He crossed the footbridge to the island, where a female constable was hovering over a woman whose face and lips were the colour of unbleached linen. She was sitting on one of the bottom iron steps of Crusoe’s Bridge, one arm curved round her stomach and one fi st bearing the weight of her head. She wore an old blue overcoat that looked as if it would dangle to her ankles, the front of it crusted with brown and yellow specks. Apparently, she’d been sick on herself.
“She found the body?” Sheehan asked the constable, who nodded in reply. “Who’s made it so far?”
“Everyone but Pleasance. Drake kept him at the lab.”
Sheehan snorted. Just another little tiff in forensic, no doubt. He raised his chin sharply at the woman in the overcoat. “Get her a blanket. Keep her here.” He went back to the gate and entered the southern section of the island.
Depending upon how one looked at it, the place was either a dream-come-true or a crime-scene nightmare. Evidence abounded, everything from disintegrating newspapers to partially filled and discarded plastic sacks. The whole area looked like a common dumping ground with at least a dozen good-and obviously different-footprints pressed into the soggy earth.
“Hell,” Sheehan muttered.
Wooden planks had been laid down by the scenes-of-crime team. They started at the gate and travelled south, disappearing into the fog. He picked his way along these, avoiding the regular splattering of water from the trees overhead.

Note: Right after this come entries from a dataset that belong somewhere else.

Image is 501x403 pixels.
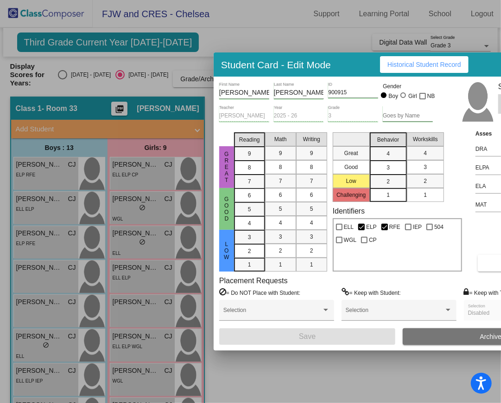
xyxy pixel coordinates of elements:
[435,221,444,232] span: 504
[275,135,287,143] span: Math
[476,142,501,156] input: assessment
[310,205,314,213] span: 5
[248,219,251,227] span: 4
[223,196,231,222] span: Good
[310,218,314,227] span: 4
[383,113,433,119] input: goes by name
[248,233,251,241] span: 3
[333,206,365,215] label: Identifiers
[310,149,314,157] span: 9
[476,179,501,193] input: assessment
[428,90,436,102] span: NB
[274,113,324,119] input: year
[279,232,282,241] span: 3
[279,177,282,185] span: 7
[476,198,501,212] input: assessment
[310,163,314,171] span: 8
[221,59,331,71] h3: Student Card - Edit Mode
[248,177,251,186] span: 7
[310,232,314,241] span: 3
[219,288,301,297] label: = Do NOT Place with Student:
[219,328,396,345] button: Save
[342,288,401,297] label: = Keep with Student:
[219,113,269,119] input: teacher
[279,163,282,171] span: 8
[248,260,251,269] span: 1
[476,160,501,174] input: assessment
[424,177,427,185] span: 2
[378,135,399,144] span: Behavior
[387,191,390,199] span: 1
[344,234,357,245] span: WGL
[248,191,251,199] span: 6
[299,332,316,340] span: Save
[248,149,251,158] span: 9
[413,135,438,143] span: Workskills
[344,221,354,232] span: ELL
[279,149,282,157] span: 9
[279,246,282,255] span: 2
[388,61,462,68] span: Historical Student Record
[279,260,282,269] span: 1
[310,260,314,269] span: 1
[248,205,251,213] span: 5
[380,56,469,73] button: Historical Student Record
[369,234,377,245] span: CP
[303,135,321,143] span: Writing
[390,221,401,232] span: RFE
[310,191,314,199] span: 6
[310,177,314,185] span: 7
[424,163,427,171] span: 3
[383,82,433,90] mat-label: Gender
[279,191,282,199] span: 6
[387,149,390,158] span: 4
[248,247,251,255] span: 2
[408,92,417,100] div: Girl
[279,205,282,213] span: 5
[223,241,231,260] span: Low
[328,113,378,119] input: grade
[219,276,288,285] label: Placement Requests
[248,163,251,172] span: 8
[387,177,390,186] span: 2
[389,92,399,100] div: Boy
[239,135,260,144] span: Reading
[279,218,282,227] span: 4
[223,151,231,183] span: Great
[328,90,378,96] input: Enter ID
[424,149,427,157] span: 4
[366,221,377,232] span: ELP
[413,221,422,232] span: IEP
[424,191,427,199] span: 1
[468,309,490,316] span: Disabled
[387,163,390,172] span: 3
[310,246,314,255] span: 2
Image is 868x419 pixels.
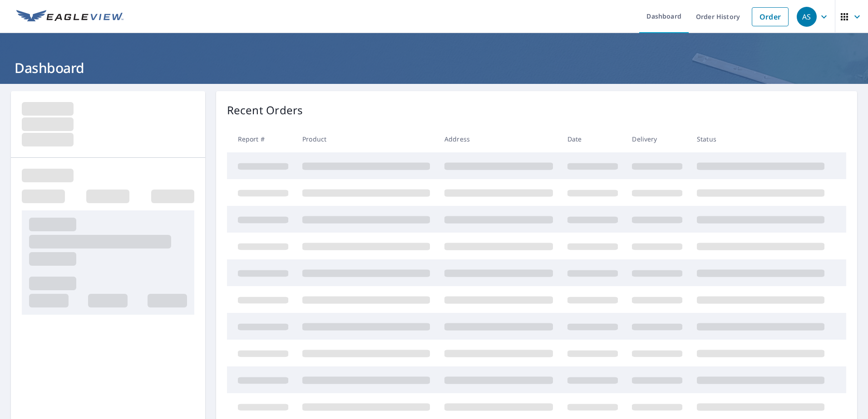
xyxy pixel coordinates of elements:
a: Order [752,7,789,27]
th: Date [560,126,625,152]
img: EV Logo [16,10,123,24]
th: Report # [227,126,296,152]
th: Delivery [625,126,690,152]
th: Product [295,126,437,152]
h1: Dashboard [11,59,857,77]
th: Status [690,126,831,152]
div: AS [797,7,817,27]
p: Recent Orders [227,102,304,118]
th: Address [437,126,560,152]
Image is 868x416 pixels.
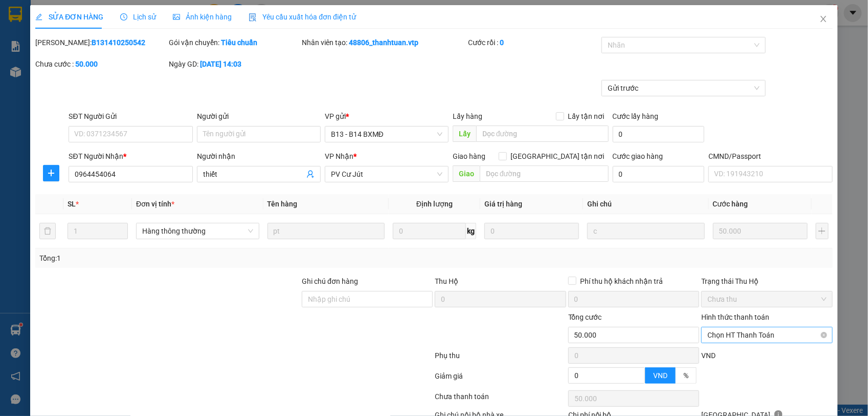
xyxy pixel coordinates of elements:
[325,152,353,160] span: VP Nhận
[169,37,300,48] div: Gói vận chuyển:
[36,37,166,48] div: [PERSON_NAME]:
[434,370,567,388] div: Giảm giá
[713,200,748,208] span: Cước hàng
[221,39,257,47] b: Tiêu chuẩn
[69,111,192,122] div: SĐT Người Gửi
[27,16,83,55] strong: CÔNG TY TNHH [GEOGRAPHIC_DATA] 214 QL13 - P.26 - Q.BÌNH THẠNH - TP HCM 1900888606
[484,200,522,208] span: Giá trị hàng
[97,46,145,54] span: 07:04:41 [DATE]
[44,169,59,177] span: plus
[453,112,483,120] span: Lấy hàng
[484,223,579,239] input: 0
[453,125,476,142] span: Lấy
[588,223,705,239] input: Ghi Chú
[268,223,385,239] input: VD: Bàn, Ghế
[173,13,232,21] span: Ảnh kiện hàng
[307,170,315,178] span: user-add
[453,152,486,160] span: Giao hàng
[35,72,57,78] span: PV Cư Jút
[613,166,705,182] input: Cước giao hàng
[577,275,667,286] span: Phí thu hộ khách nhận trả
[507,151,609,162] span: [GEOGRAPHIC_DATA] tận nơi
[653,371,667,379] span: VND
[708,291,826,307] span: Chưa thu
[416,200,453,208] span: Định lượng
[613,126,705,142] input: Cước lấy hàng
[136,200,174,208] span: Đơn vị tính
[197,111,321,122] div: Người gửi
[701,313,769,321] label: Hình thức thanh toán
[821,332,827,338] span: close-circle
[78,71,94,86] span: Nơi nhận:
[68,200,76,208] span: SL
[701,351,716,359] span: VND
[268,200,298,208] span: Tên hàng
[568,313,602,321] span: Tổng cước
[434,349,567,368] div: Phụ thu
[469,37,600,48] div: Cước rồi :
[564,111,609,122] span: Lấy tận nơi
[36,58,166,69] div: Chưa cước :
[713,223,808,239] input: 0
[709,151,832,162] div: CMND/Passport
[820,15,828,23] span: close
[120,13,128,20] span: clock-circle
[331,166,442,182] span: PV Cư Jút
[613,152,663,160] label: Cước giao hàng
[331,127,442,142] span: B13 - B14 BXMĐ
[142,223,253,239] span: Hàng thông thường
[10,71,21,86] span: Nơi gửi:
[302,277,358,285] label: Ghi chú đơn hàng
[249,13,357,21] span: Yêu cầu xuất hóa đơn điện tử
[69,151,192,162] div: SĐT Người Nhận
[809,5,838,34] button: Close
[197,151,321,162] div: Người nhận
[816,223,829,239] button: plus
[701,275,832,286] div: Trạng thái Thu Hộ
[325,111,449,122] div: VP gửi
[169,58,300,69] div: Ngày GD:
[200,60,241,68] b: [DATE] 14:03
[349,39,419,47] b: 48806_thanhtuan.vtp
[453,165,480,182] span: Giao
[103,39,145,46] span: CJ10250130
[43,165,59,181] button: plus
[480,165,609,182] input: Dọc đường
[40,223,56,239] button: delete
[10,23,23,48] img: logo
[434,391,567,408] div: Chưa thanh toán
[435,277,458,285] span: Thu Hộ
[500,39,504,47] b: 0
[75,60,98,68] b: 50.000
[36,13,103,21] span: SỬA ĐƠN HÀNG
[302,37,466,48] div: Nhân viên tạo:
[684,371,688,379] span: %
[608,81,760,96] span: Gửi trước
[249,13,257,22] img: icon
[36,61,119,69] strong: BIÊN NHẬN GỬI HÀNG HOÁ
[302,291,433,307] input: Ghi chú đơn hàng
[466,223,476,239] span: kg
[120,13,157,21] span: Lịch sử
[40,253,335,264] div: Tổng: 1
[584,194,709,214] th: Ghi chú
[476,125,609,142] input: Dọc đường
[92,39,145,47] b: B131410250542
[173,13,180,20] span: picture
[36,13,43,20] span: edit
[708,327,826,342] span: Chọn HT Thanh Toán
[613,112,659,120] label: Cước lấy hàng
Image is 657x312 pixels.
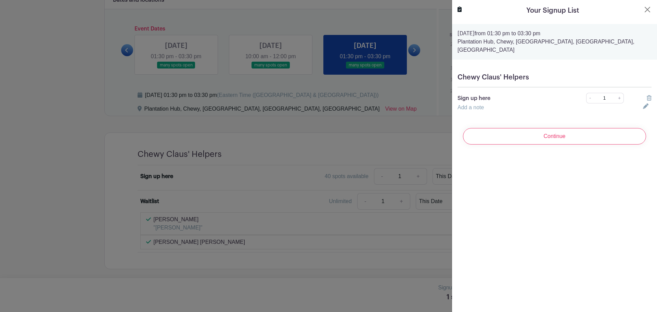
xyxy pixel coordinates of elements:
[457,31,475,36] strong: [DATE]
[457,73,651,81] h5: Chewy Claus' Helpers
[526,5,579,16] h5: Your Signup List
[586,93,594,103] a: -
[643,5,651,14] button: Close
[615,93,624,103] a: +
[463,128,646,144] input: Continue
[457,29,651,38] p: from 01:30 pm to 03:30 pm
[457,38,651,54] p: Plantation Hub, Chewy, [GEOGRAPHIC_DATA], [GEOGRAPHIC_DATA], [GEOGRAPHIC_DATA]
[457,94,567,102] p: Sign up here
[457,104,484,110] a: Add a note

Fogdrops, his daughter Linda would have called them with that passion for linguistic accuracy which always surprised him into thinking that his real daughter had somehow been left behind at the hospital sixteen years ago and a pixy-faced poet left in her place.
He paused by a clearing where two canvases and an easel leaned against a poplar and a wooden case gaped open, collecting a skin of condensation on a neat row of pastels and eight hand-lettered tubes of paint.